The Philadelphia Stock Exchange and the City It Made


Book Description

The Philadelphia Stock Exchange and the City It Made recounts the history of America's first stock exchange and the ways it shaped the growth and decline of the city around it. Founded in 1790, the Philadelphia Stock Exchange, its member firms, and the companies they financed had profound impacts on the city's place in the world economy. At its start, the exchange and its members helped spur the development of the early United States, its financial sector, and its westward expansion. During the nineteenth century, they invested in making Philadelphia the center of industrial America, raising capital for the railroads and coal mines that connected cities to one another and built a fossil fuel-based economy. After financing the Civil War, they underwrote the growth of the modern metropolis, its transportation infrastructure, utility systems, and real estate development. At the turn of the twentieth century, stagnation of the exchange contributed to Philadelphia's loss of power in the national and world economy. This original interpretation of the roots of deindustrialization holds important lessons for other cities that have declined. The exchange's revival following World War II is a remarkable story, but it also illustrates the limits of economic development in postindustrial cities. Unlike earlier eras, the exchange's fortunes diverged from those of the city around it. Ultimately, it became part of a larger, global institution when it merged with NASDAQ in 2008. Far more than a history of a single institution, The Philadelphia Stock Exchange and the City It Made traces the evolving relationship between the exchange and the city. For people concerned with cities and their development, this study offers a long-term history of the public-private partnerships and private sector-led urban development popular today. More generally, it traces the networks of firms and institutions revealed by the securities market and its participants. Herein lies a critical and understudied part of the history of metropolitan economic development.

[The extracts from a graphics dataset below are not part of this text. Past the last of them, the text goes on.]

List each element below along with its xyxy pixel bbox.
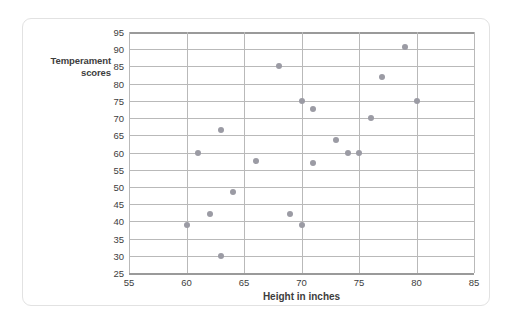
data-point	[310, 106, 316, 112]
x-tick-label: 65	[239, 277, 250, 288]
data-point	[218, 253, 224, 259]
y-tick-label: 85	[113, 61, 124, 72]
data-point	[276, 63, 282, 69]
x-tick-label: 85	[469, 277, 480, 288]
y-tick-label: 30	[113, 250, 124, 261]
y-tick-label: 70	[113, 113, 124, 124]
data-point	[299, 98, 305, 104]
data-point	[333, 137, 339, 143]
y-tick-label: 60	[113, 147, 124, 158]
x-axis-title: Height in inches	[129, 291, 474, 302]
x-gridline: 85	[474, 32, 475, 273]
plot-area: 2530354045505560657075808590955560657075…	[129, 32, 474, 273]
x-tick-label: 60	[181, 277, 192, 288]
x-gridline: 65	[244, 32, 245, 273]
y-gridline: 25	[129, 273, 474, 275]
data-point	[230, 189, 236, 195]
data-point	[207, 211, 213, 217]
data-point	[356, 150, 362, 156]
y-tick-label: 90	[113, 44, 124, 55]
x-tick-label: 80	[411, 277, 422, 288]
y-axis-title: Temperament scores	[33, 55, 111, 79]
data-point	[218, 127, 224, 133]
x-gridline: 55	[129, 32, 130, 273]
data-point	[310, 160, 316, 166]
data-point	[414, 98, 420, 104]
y-tick-label: 75	[113, 95, 124, 106]
data-point	[368, 115, 374, 121]
data-point	[195, 150, 201, 156]
data-point	[287, 211, 293, 217]
y-tick-label: 25	[113, 268, 124, 279]
x-gridline: 70	[302, 32, 303, 273]
x-gridline: 60	[187, 32, 188, 273]
y-tick-label: 95	[113, 27, 124, 38]
x-tick-label: 55	[124, 277, 135, 288]
x-tick-label: 75	[354, 277, 365, 288]
y-tick-label: 50	[113, 181, 124, 192]
y-tick-label: 45	[113, 199, 124, 210]
y-tick-label: 65	[113, 130, 124, 141]
data-point	[345, 150, 351, 156]
data-point	[253, 158, 259, 164]
data-point	[299, 222, 305, 228]
y-axis-title-line-2: scores	[33, 67, 111, 79]
y-axis-title-line-1: Temperament	[33, 55, 111, 67]
y-tick-label: 55	[113, 164, 124, 175]
scatter-plot-card: Temperament scores 253035404550556065707…	[22, 18, 490, 306]
x-gridline: 80	[417, 32, 418, 273]
y-tick-label: 40	[113, 216, 124, 227]
y-tick-label: 35	[113, 233, 124, 244]
data-point	[184, 222, 190, 228]
x-tick-label: 70	[296, 277, 307, 288]
y-tick-label: 80	[113, 78, 124, 89]
data-point	[379, 74, 385, 80]
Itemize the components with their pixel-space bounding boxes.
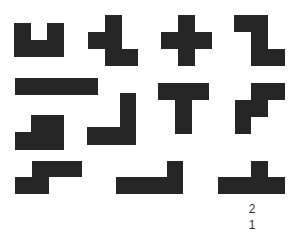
shape-block: [175, 83, 192, 134]
shape-block: [251, 83, 285, 100]
shape-block: [15, 78, 98, 95]
label-2: 2: [242, 203, 262, 216]
shape-block: [116, 177, 183, 194]
shape-block: [32, 161, 82, 177]
shape-block: [218, 177, 285, 194]
shape-block: [105, 49, 138, 66]
label-1: 1: [242, 219, 262, 232]
shape-block: [88, 32, 122, 49]
shape-block: [161, 32, 212, 49]
shape-block: [87, 127, 136, 145]
shape-block: [251, 49, 285, 66]
shape-block: [15, 132, 64, 150]
shape-block: [235, 100, 251, 134]
shape-block: [14, 40, 64, 57]
shape-block: [15, 177, 49, 194]
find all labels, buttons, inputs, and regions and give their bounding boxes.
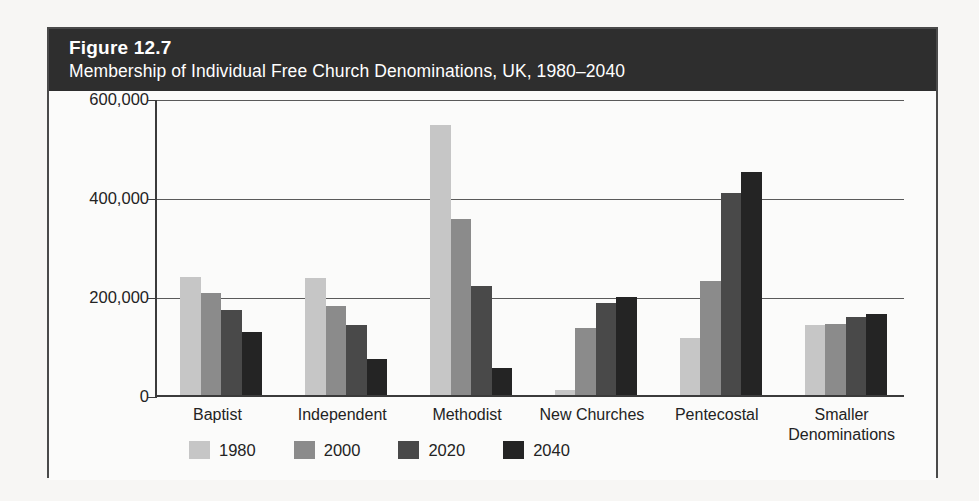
bar — [492, 368, 513, 395]
gridline — [157, 199, 904, 200]
bar — [680, 338, 701, 395]
chart-area: 0200,000400,000600,000 BaptistIndependen… — [49, 91, 936, 480]
legend-item[interactable]: 2020 — [398, 441, 465, 460]
legend-item[interactable]: 2040 — [503, 441, 570, 460]
category-label: Methodist — [405, 405, 530, 425]
legend-item[interactable]: 1980 — [189, 441, 256, 460]
gridline — [157, 100, 904, 101]
legend-label: 2000 — [324, 441, 361, 460]
legend-label: 2020 — [428, 441, 465, 460]
y-axis-tick-label: 600,000 — [55, 90, 149, 109]
legend-label: 1980 — [219, 441, 256, 460]
bar — [616, 297, 637, 395]
category-label: Independent — [280, 405, 405, 425]
bar — [471, 286, 492, 395]
category-label-line: Baptist — [155, 405, 280, 425]
bar — [305, 278, 326, 395]
category-label: Baptist — [155, 405, 280, 425]
bar — [201, 293, 222, 395]
bar — [846, 317, 867, 395]
category-label: Pentecostal — [654, 405, 779, 425]
category-label-line: Pentecostal — [654, 405, 779, 425]
category-label: New Churches — [530, 405, 655, 425]
legend-swatch-icon — [503, 441, 524, 459]
bar — [596, 303, 617, 395]
legend-swatch-icon — [294, 441, 315, 459]
figure-number: Figure 12.7 — [69, 36, 936, 59]
y-axis-tick-label: 200,000 — [55, 288, 149, 307]
bar — [741, 172, 762, 395]
y-axis-tick — [148, 100, 157, 101]
y-axis-labels: 0200,000400,000600,000 — [49, 100, 149, 397]
chart-legend: 1980200020202040 — [189, 437, 608, 463]
bar — [451, 219, 472, 395]
legend-swatch-icon — [398, 441, 419, 459]
category-label-line: New Churches — [530, 405, 655, 425]
bar — [221, 310, 242, 395]
legend-label: 2040 — [533, 441, 570, 460]
y-axis-tick — [148, 397, 157, 398]
bar — [555, 390, 576, 395]
y-axis-tick — [148, 199, 157, 200]
category-label-line: Smaller — [779, 405, 904, 425]
y-axis-tick — [148, 298, 157, 299]
plot-area — [155, 100, 904, 397]
bar — [367, 359, 388, 395]
bar — [825, 324, 846, 395]
category-label: SmallerDenominations — [779, 405, 904, 445]
bar — [575, 328, 596, 395]
figure-container: Figure 12.7 Membership of Individual Fre… — [47, 27, 938, 478]
bar — [242, 332, 263, 395]
bar — [326, 306, 347, 395]
y-axis-tick-label: 400,000 — [55, 189, 149, 208]
bar — [430, 125, 451, 395]
legend-item[interactable]: 2000 — [294, 441, 361, 460]
y-axis-tick-label: 0 — [55, 387, 149, 406]
figure-caption: Membership of Individual Free Church Den… — [69, 59, 936, 83]
bar — [180, 277, 201, 395]
category-label-line: Independent — [280, 405, 405, 425]
category-label-line: Methodist — [405, 405, 530, 425]
bar — [721, 193, 742, 395]
legend-swatch-icon — [189, 441, 210, 459]
scanned-page: Figure 12.7 Membership of Individual Fre… — [0, 0, 979, 501]
bar — [346, 325, 367, 395]
figure-title-band: Figure 12.7 Membership of Individual Fre… — [49, 29, 936, 91]
bar — [866, 314, 887, 395]
category-label-line: Denominations — [779, 425, 904, 445]
bar — [700, 281, 721, 395]
bar — [805, 325, 826, 395]
gridline — [157, 298, 904, 299]
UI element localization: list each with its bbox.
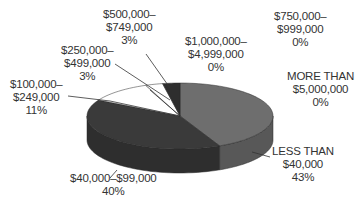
label-line: LESS THAN [272, 145, 334, 158]
label-line: $999,000 [274, 23, 327, 36]
label-more-than-5m: MORE THAN $5,000,000 0% [287, 70, 354, 109]
label-less-than-40k: LESS THAN $40,000 43% [272, 145, 334, 184]
label-1m-4999k: $1,000,000– $4,999,000 0% [185, 35, 247, 74]
label-line: 11% [10, 104, 63, 117]
label-line: 40% [70, 185, 157, 198]
label-line: 3% [61, 70, 114, 83]
label-line: $40,000 [272, 158, 334, 171]
label-line: $4,999,000 [185, 48, 247, 61]
label-line: $1,000,000– [185, 35, 247, 48]
label-40k-99k: $40,000–$99,000 40% [70, 172, 157, 198]
label-250k-499k: $250,000– $499,000 3% [61, 44, 114, 83]
label-line: 3% [103, 34, 156, 47]
label-line: $749,000 [103, 21, 156, 34]
label-500k-749k: $500,000– $749,000 3% [103, 8, 156, 47]
label-line: $249,000 [10, 91, 63, 104]
label-line: $500,000– [103, 8, 156, 21]
leader-500to749k [146, 54, 170, 88]
label-100k-249k: $100,000– $249,000 11% [10, 78, 63, 117]
label-line: MORE THAN [287, 70, 354, 83]
label-line: $750,000– [274, 10, 327, 23]
label-750k-999k: $750,000– $999,000 0% [274, 10, 327, 49]
label-line: 0% [274, 36, 327, 49]
label-line: $5,000,000 [287, 83, 354, 96]
label-line: $40,000–$99,000 [70, 172, 157, 185]
label-line: 0% [185, 61, 247, 74]
label-line: 43% [272, 171, 334, 184]
label-line: $499,000 [61, 57, 114, 70]
label-line: 0% [287, 96, 354, 109]
label-line: $100,000– [10, 78, 63, 91]
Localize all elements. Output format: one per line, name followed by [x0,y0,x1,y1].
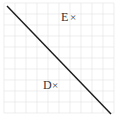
diagram-canvas: E×D× [0,0,117,117]
point-label-e: E [61,10,68,24]
grid-diagram: E×D× [0,0,117,117]
cross-marker-icon: × [70,11,76,23]
cross-marker-icon: × [52,79,58,91]
point-label-d: D [43,78,52,92]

Globalization and National Financial Systems


Book Description

This book breaks new ground by exploring the challenges, constraints, and opportunities of national financial systems in developing countries, while noting that all such systems must be considered small when viewed in the context of global finance. Banking, securities, contractual savings, and systemic macroeconomic aspects are all considered.




The Economics of Demutualization


Book Description

Felix Treptow examines the changing relationship between exchanges and issuers, analyses the micro- and macroeconomic drivers of the demutualization decision, and investigates its impact on market liquidity. He presents a detailed analysis of both the determinants as well as the consequences of the demutualization of securities exchanges.




Corporate Financial Management


Book Description

Explore how finance theory works in practice with Corporate Financial Management, 6th edition. Find out how financial decisions are made within a firm, how projects are appraised to make investment decisions, how to evaluate risk and return, where to raise finance from and how, ultimately, to create value. Need extra support? Join over 10 million students benefiting from Pearson MyLabs. This title is supported by MyLab Finance, an online homework and tutorial system which can be used by students for self-directed study or instructors can choose to fully integrate this eLearning technology into.